Parliamentary Sketch: Grilled by Numbers

Mr Nicholas Soames, the Conservative member for a rich and oozing slice of Sussex, used to cheer-lead for the Prince of Wales in his publicity battles with the Queen of Hearts, so he knows a thing or two about backing an unpopular cause. Ever the controversialist, Mr Soames inflated to the support of the Prime Minister as he answered an urgent question on the conduct of Mr Jeremy Hunt, the Culture Secretary.

Prime Minister Urgent Question, 30 April 2012

Mr Nicholas Soames, the Conservative member for a rich and oozing slice of Sussex, used to cheer-lead for the Prince of Wales in his publicity battles with the Queen of Hearts, so he knows a thing or two about backing an unpopular cause. Ever the controversialist, Mr Soames inflated to the support of the Prime Minister as he answered an urgent question on the conduct of Mr Jeremy Hunt, the Culture Secretary. "All reasonable people", Mr Soames declared, "will support the Prime Minister's approach". Occupying an expanse of the green benches that could otherwise accommodate a platoon of reasonable people, Mr Soames brooked no dissent. Yet on the Labour side they jeered and shrieked. Quite a lot of unreasonable people it seemed had turned out to watch the Prime Minister become the first holder of his office to be "dragged to the House" (this is the stock description used on these occasions) to answer one of these urgent questions.

Mr Cameron, who had otherwise been looking forward to an afternoon spent pleasantly in Milton Keynes, endured this embarrassment because Ed Miliband had had the wit to try his luck and the Speaker, obviously, wasn't going to pass up an opportunity like that. Several times during the statement, Mr Bercow rose magnificently above the sound of his own voice to demand that the Prime Minister should be heard. The Speaker looked like a man for whom hearing the Prime Minister - or more specifically hearing the Prime Minister flail and flounce - was the most fun he had had since his missus got kicked out of Big Brother.

As to Mr Miliband's wit, it did not extend to taking the advice of the Guardian that had helpfully prepared for him earlier in the day a list of difficult questions to ask. Mr Miliband didn't ask any difficult questions; indeed it is hard to remember him asking any questions at all. Rather he contented himself with asserting that the Culture Secretary was a bounder and a rogue and that the Prime Minister should establish the quickest possible investigative route towards confirming this truth as universally-held. Making copious reference to the Ministerial Code of Conduct, from whose tidy paths Mr Hunt is alleged to have stepped, Mr Miliband reeled off the paragraph and section number references that supported his case. At times he sounded more like a man ordering Chinese takeway than giving the Prime Minister a kebabbing.

Nor were Labour's backbenchers any more forensic. On Wednesday last, when Mr Hunt himself had made a statement to the House, several of them exposed the essential vulnerability of his case by asking awkward questions about who authorised his political adviser to be the point of contact with NewsCorp over the BSkyB bid, and why. The Prime Minister was spared the burden of addressing such thorny matters today. Only Tom Watson - whose line from last week about a single rogue adviser was shamelessly plagiarised by his party leader today - pricked a wound with a dark reference to contacts between special advisers at the Treasury and Murdoch's people. The Prime Minister's discomfort at this line of questioning was picked up in a chorus of "Oh Ohs" from the Labour side, rather reminiscent of how the trucks used to behave in the Thomas the Tank Engine books. None, however, followed up.

The Tory side meanwhile was sound in its defence of the indefensible, much as it had been for Jeremy Hunt last week. There was even an outing for Mrs Bone, whose appearances when the Prime Minister is being cross-examined we have come to dread. Mrs Bone, wife of the unpredictable member for Wellingborough, feels that there are more important things in life to worry about than Mr Hunt. The Prime Minister was bound to agree. When politicians aver that the public are much more interested in X, Y or Z than in whatever matter they happen to be being questioned about at the time, we know that they have arrived at the Totteridge and Whetsone of the Northern Line of lousy get-outs. High Barnet, the final stop on this particular route, is achieved when they tell you that it is time to move on.

So engrossed were the Tories in this stuff, that they missed the one thing of interest that the Prime Minister did say. Embarking upon a complex point about how, if he really had concocted a "grand bargain" with Mr Murdoch, then he would hardly have put Vince Cable in the way of it, Mr Cameron felt the need for a rhetorical question. Mr Cable, it will be remembered, was, by virtue of his office, briefly in charge of deciding whether NewsCorp should be allowed to take-over BSkyB before a couple of Mata Haris from the Daily Telegraph tricked him into revealing his jihadist feelings towards Rupert Murdoch. "What on earth was I doing making the Rt Hon Member for Twickenham the Business Secretary", declaimed the Prime Minister. It will be felt strongly on the Tory right that better men than Mr Cameron have long asked themselves the same question, and never come close to an adequate reply.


All of the data needs to be repeated exactly.

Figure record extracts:
* * * *

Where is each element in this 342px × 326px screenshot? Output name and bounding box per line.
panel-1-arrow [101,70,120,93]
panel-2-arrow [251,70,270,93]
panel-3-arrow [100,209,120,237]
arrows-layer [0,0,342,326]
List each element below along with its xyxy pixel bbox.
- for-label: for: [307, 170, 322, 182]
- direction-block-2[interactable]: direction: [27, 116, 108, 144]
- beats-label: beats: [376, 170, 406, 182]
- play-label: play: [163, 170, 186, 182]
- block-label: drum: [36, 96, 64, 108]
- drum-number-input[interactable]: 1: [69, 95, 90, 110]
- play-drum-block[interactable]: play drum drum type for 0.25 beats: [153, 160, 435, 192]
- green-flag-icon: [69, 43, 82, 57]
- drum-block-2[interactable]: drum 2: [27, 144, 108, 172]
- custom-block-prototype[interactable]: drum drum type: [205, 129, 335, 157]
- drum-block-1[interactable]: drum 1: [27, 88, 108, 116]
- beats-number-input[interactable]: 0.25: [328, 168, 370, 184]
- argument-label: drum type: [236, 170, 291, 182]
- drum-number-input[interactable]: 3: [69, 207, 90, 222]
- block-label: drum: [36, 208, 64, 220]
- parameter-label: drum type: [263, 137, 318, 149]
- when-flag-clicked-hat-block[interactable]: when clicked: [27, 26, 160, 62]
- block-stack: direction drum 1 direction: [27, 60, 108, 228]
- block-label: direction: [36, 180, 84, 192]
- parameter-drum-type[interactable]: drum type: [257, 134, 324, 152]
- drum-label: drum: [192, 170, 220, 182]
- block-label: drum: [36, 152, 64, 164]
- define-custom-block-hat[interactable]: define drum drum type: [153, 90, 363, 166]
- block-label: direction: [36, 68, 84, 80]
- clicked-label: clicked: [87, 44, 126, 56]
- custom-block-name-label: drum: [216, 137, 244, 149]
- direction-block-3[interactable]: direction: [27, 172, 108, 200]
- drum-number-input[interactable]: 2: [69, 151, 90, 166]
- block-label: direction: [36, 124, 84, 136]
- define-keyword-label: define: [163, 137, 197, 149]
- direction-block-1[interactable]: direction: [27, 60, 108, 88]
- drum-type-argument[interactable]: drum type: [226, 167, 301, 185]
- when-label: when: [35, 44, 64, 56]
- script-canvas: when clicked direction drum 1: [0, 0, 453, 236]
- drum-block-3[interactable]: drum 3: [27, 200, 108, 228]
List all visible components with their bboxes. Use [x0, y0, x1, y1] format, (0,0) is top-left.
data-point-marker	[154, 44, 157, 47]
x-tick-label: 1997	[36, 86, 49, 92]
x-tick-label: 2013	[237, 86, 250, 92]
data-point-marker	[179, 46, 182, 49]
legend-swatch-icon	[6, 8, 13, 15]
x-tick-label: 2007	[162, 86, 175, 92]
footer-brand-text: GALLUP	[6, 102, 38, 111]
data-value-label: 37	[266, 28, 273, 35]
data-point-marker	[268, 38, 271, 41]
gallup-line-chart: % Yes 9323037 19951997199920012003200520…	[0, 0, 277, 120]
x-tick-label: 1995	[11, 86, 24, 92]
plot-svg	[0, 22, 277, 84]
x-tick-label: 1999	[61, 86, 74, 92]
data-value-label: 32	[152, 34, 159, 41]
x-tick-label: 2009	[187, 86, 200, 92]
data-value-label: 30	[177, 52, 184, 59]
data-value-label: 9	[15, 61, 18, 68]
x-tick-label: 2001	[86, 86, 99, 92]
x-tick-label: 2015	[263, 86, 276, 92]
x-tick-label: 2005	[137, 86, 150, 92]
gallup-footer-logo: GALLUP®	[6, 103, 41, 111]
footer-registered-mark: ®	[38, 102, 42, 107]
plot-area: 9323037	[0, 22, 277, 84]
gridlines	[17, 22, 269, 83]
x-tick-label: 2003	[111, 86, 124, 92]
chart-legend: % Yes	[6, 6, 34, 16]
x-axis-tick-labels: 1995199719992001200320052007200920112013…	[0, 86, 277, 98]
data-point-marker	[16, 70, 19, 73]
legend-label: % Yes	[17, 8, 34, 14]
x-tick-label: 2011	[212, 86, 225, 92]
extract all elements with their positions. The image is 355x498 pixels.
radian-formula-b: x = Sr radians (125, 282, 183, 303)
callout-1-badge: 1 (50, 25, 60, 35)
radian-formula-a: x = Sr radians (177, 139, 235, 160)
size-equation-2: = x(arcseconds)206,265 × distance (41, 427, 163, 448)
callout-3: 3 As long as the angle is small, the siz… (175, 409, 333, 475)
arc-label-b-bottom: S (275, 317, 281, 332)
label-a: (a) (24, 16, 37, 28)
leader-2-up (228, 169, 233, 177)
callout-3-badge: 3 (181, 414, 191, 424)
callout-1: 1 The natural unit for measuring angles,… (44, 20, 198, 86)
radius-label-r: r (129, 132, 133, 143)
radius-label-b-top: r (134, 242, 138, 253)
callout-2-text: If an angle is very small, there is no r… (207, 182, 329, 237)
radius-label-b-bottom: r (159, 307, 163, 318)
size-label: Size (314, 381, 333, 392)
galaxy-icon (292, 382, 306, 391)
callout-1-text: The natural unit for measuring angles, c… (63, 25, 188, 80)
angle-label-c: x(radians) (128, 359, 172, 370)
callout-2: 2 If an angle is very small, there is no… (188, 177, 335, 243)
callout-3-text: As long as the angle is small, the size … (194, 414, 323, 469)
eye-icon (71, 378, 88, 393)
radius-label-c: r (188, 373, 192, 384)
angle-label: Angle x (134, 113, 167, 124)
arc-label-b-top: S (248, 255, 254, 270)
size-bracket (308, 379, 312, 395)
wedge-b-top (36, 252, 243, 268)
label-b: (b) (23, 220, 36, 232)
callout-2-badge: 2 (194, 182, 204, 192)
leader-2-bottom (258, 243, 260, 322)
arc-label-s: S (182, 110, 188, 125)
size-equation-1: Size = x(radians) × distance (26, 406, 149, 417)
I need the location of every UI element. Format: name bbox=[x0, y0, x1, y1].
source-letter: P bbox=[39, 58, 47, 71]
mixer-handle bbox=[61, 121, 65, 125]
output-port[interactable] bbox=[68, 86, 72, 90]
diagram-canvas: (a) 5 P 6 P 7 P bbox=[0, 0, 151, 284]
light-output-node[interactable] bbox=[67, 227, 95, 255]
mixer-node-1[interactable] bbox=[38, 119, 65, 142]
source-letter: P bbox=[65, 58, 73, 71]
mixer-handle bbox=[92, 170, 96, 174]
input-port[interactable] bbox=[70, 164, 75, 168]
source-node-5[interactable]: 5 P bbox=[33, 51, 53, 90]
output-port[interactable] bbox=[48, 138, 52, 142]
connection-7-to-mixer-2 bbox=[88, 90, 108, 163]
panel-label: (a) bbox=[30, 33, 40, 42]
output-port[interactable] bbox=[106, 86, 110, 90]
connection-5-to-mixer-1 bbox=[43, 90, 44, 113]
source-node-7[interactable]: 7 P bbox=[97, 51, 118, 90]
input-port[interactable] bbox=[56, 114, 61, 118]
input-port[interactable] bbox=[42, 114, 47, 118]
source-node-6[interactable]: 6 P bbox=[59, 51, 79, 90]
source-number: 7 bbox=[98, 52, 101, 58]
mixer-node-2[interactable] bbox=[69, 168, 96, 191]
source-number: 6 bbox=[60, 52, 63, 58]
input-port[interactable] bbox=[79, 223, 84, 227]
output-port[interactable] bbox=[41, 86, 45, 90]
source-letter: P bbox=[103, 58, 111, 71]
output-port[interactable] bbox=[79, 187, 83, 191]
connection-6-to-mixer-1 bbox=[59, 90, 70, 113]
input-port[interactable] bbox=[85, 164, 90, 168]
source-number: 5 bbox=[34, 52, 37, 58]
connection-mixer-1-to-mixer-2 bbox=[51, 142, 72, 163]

* * * *

The answer:
Where is each element in this 342px × 326px screenshot? Output name and bounding box per line.
panel-1-arrow [101,70,120,93]
panel-2-arrow [251,70,270,93]
panel-3-arrow [100,209,120,237]
arrows-layer [0,0,342,326]
List each element below along with its xyxy pixel bbox.
- for-label: for: [307, 170, 322, 182]
- direction-block-2[interactable]: direction: [27, 116, 108, 144]
- beats-label: beats: [376, 170, 406, 182]
- play-label: play: [163, 170, 186, 182]
- block-label: drum: [36, 96, 64, 108]
- drum-number-input[interactable]: 1: [69, 95, 90, 110]
- play-drum-block[interactable]: play drum drum type for 0.25 beats: [153, 160, 435, 192]
- green-flag-icon: [69, 43, 82, 57]
- drum-block-2[interactable]: drum 2: [27, 144, 108, 172]
- custom-block-prototype[interactable]: drum drum type: [205, 129, 335, 157]
- drum-block-1[interactable]: drum 1: [27, 88, 108, 116]
- beats-number-input[interactable]: 0.25: [328, 168, 370, 184]
- argument-label: drum type: [236, 170, 291, 182]
- drum-number-input[interactable]: 3: [69, 207, 90, 222]
- block-label: drum: [36, 208, 64, 220]
- parameter-label: drum type: [263, 137, 318, 149]
- when-flag-clicked-hat-block[interactable]: when clicked: [27, 26, 160, 62]
- block-stack: direction drum 1 direction: [27, 60, 108, 228]
- block-label: direction: [36, 180, 84, 192]
- parameter-drum-type[interactable]: drum type: [257, 134, 324, 152]
- drum-label: drum: [192, 170, 220, 182]
- block-label: drum: [36, 152, 64, 164]
- define-custom-block-hat[interactable]: define drum drum type: [153, 90, 363, 166]
- block-label: direction: [36, 68, 84, 80]
- clicked-label: clicked: [87, 44, 126, 56]
- custom-block-name-label: drum: [216, 137, 244, 149]
- direction-block-3[interactable]: direction: [27, 172, 108, 200]
- drum-number-input[interactable]: 2: [69, 151, 90, 166]
- block-label: direction: [36, 124, 84, 136]
- define-keyword-label: define: [163, 137, 197, 149]
- direction-block-1[interactable]: direction: [27, 60, 108, 88]
- drum-type-argument[interactable]: drum type: [226, 167, 301, 185]
- when-label: when: [35, 44, 64, 56]
- script-canvas: when clicked direction drum 1: [0, 0, 453, 236]
- drum-block-3[interactable]: drum 3: [27, 200, 108, 228]
List all visible components with their bboxes. Use [x0, y0, x1, y1] format, (0,0) is top-left.
data-point-marker	[154, 44, 157, 47]
x-tick-label: 1997	[36, 86, 49, 92]
x-tick-label: 2013	[237, 86, 250, 92]
data-point-marker	[179, 46, 182, 49]
legend-swatch-icon	[6, 8, 13, 15]
x-tick-label: 2007	[162, 86, 175, 92]
footer-brand-text: GALLUP	[6, 102, 38, 111]
data-value-label: 37	[266, 28, 273, 35]
data-point-marker	[268, 38, 271, 41]
gallup-line-chart: % Yes 9323037 19951997199920012003200520…	[0, 0, 277, 120]
x-tick-label: 1995	[11, 86, 24, 92]
plot-svg	[0, 22, 277, 84]
x-tick-label: 1999	[61, 86, 74, 92]
data-value-label: 32	[152, 34, 159, 41]
x-tick-label: 2009	[187, 86, 200, 92]
data-value-label: 30	[177, 52, 184, 59]
data-value-label: 9	[15, 61, 18, 68]
x-tick-label: 2001	[86, 86, 99, 92]
x-tick-label: 2015	[263, 86, 276, 92]
x-tick-label: 2005	[137, 86, 150, 92]
gallup-footer-logo: GALLUP®	[6, 103, 41, 111]
footer-registered-mark: ®	[38, 102, 42, 107]
plot-area: 9323037	[0, 22, 277, 84]
gridlines	[17, 22, 269, 83]
x-tick-label: 2003	[111, 86, 124, 92]
chart-legend: % Yes	[6, 6, 34, 16]
x-axis-tick-labels: 1995199719992001200320052007200920112013…	[0, 86, 277, 98]
data-point-marker	[16, 70, 19, 73]
legend-label: % Yes	[17, 8, 34, 14]
x-tick-label: 2011	[212, 86, 225, 92]
extract all elements with their positions. The image is 355x498 pixels.
radian-formula-b: x = Sr radians (125, 282, 183, 303)
callout-1-badge: 1 (50, 25, 60, 35)
radian-formula-a: x = Sr radians (177, 139, 235, 160)
size-equation-2: = x(arcseconds)206,265 × distance (41, 427, 163, 448)
callout-3: 3 As long as the angle is small, the siz… (175, 409, 333, 475)
arc-label-b-bottom: S (275, 317, 281, 332)
label-a: (a) (24, 16, 37, 28)
leader-2-up (228, 169, 233, 177)
callout-3-badge: 3 (181, 414, 191, 424)
callout-1: 1 The natural unit for measuring angles,… (44, 20, 198, 86)
radius-label-r: r (129, 132, 133, 143)
radius-label-b-top: r (134, 242, 138, 253)
callout-2-text: If an angle is very small, there is no r… (207, 182, 329, 237)
radius-label-b-bottom: r (159, 307, 163, 318)
size-label: Size (314, 381, 333, 392)
galaxy-icon (292, 382, 306, 391)
callout-1-text: The natural unit for measuring angles, c… (63, 25, 188, 80)
angle-label-c: x(radians) (128, 359, 172, 370)
callout-2: 2 If an angle is very small, there is no… (188, 177, 335, 243)
callout-3-text: As long as the angle is small, the size … (194, 414, 323, 469)
eye-icon (71, 378, 88, 393)
radius-label-c: r (188, 373, 192, 384)
angle-label: Angle x (134, 113, 167, 124)
arc-label-b-top: S (248, 255, 254, 270)
size-bracket (308, 379, 312, 395)
wedge-b-top (36, 252, 243, 268)
label-b: (b) (23, 220, 36, 232)
callout-2-badge: 2 (194, 182, 204, 192)
leader-2-bottom (258, 243, 260, 322)
arc-label-s: S (182, 110, 188, 125)
size-equation-1: Size = x(radians) × distance (26, 406, 149, 417)
I need the location of every UI element. Format: name bbox=[x0, y0, x1, y1].
source-letter: P bbox=[39, 58, 47, 71]
mixer-handle bbox=[61, 121, 65, 125]
output-port[interactable] bbox=[68, 86, 72, 90]
diagram-canvas: (a) 5 P 6 P 7 P bbox=[0, 0, 151, 284]
light-output-node[interactable] bbox=[67, 227, 95, 255]
mixer-node-1[interactable] bbox=[38, 119, 65, 142]
source-letter: P bbox=[65, 58, 73, 71]
mixer-handle bbox=[92, 170, 96, 174]
input-port[interactable] bbox=[70, 164, 75, 168]
source-node-5[interactable]: 5 P bbox=[33, 51, 53, 90]
output-port[interactable] bbox=[48, 138, 52, 142]
connection-7-to-mixer-2 bbox=[88, 90, 108, 163]
panel-label: (a) bbox=[30, 33, 40, 42]
output-port[interactable] bbox=[106, 86, 110, 90]
connection-5-to-mixer-1 bbox=[43, 90, 44, 113]
source-node-7[interactable]: 7 P bbox=[97, 51, 118, 90]
input-port[interactable] bbox=[56, 114, 61, 118]
input-port[interactable] bbox=[42, 114, 47, 118]
source-node-6[interactable]: 6 P bbox=[59, 51, 79, 90]
source-number: 7 bbox=[98, 52, 101, 58]
mixer-node-2[interactable] bbox=[69, 168, 96, 191]
source-number: 6 bbox=[60, 52, 63, 58]
input-port[interactable] bbox=[79, 223, 84, 227]
output-port[interactable] bbox=[41, 86, 45, 90]
source-letter: P bbox=[103, 58, 111, 71]
output-port[interactable] bbox=[79, 187, 83, 191]
connection-6-to-mixer-1 bbox=[59, 90, 70, 113]
input-port[interactable] bbox=[85, 164, 90, 168]
source-number: 5 bbox=[34, 52, 37, 58]
connection-mixer-1-to-mixer-2 bbox=[51, 142, 72, 163]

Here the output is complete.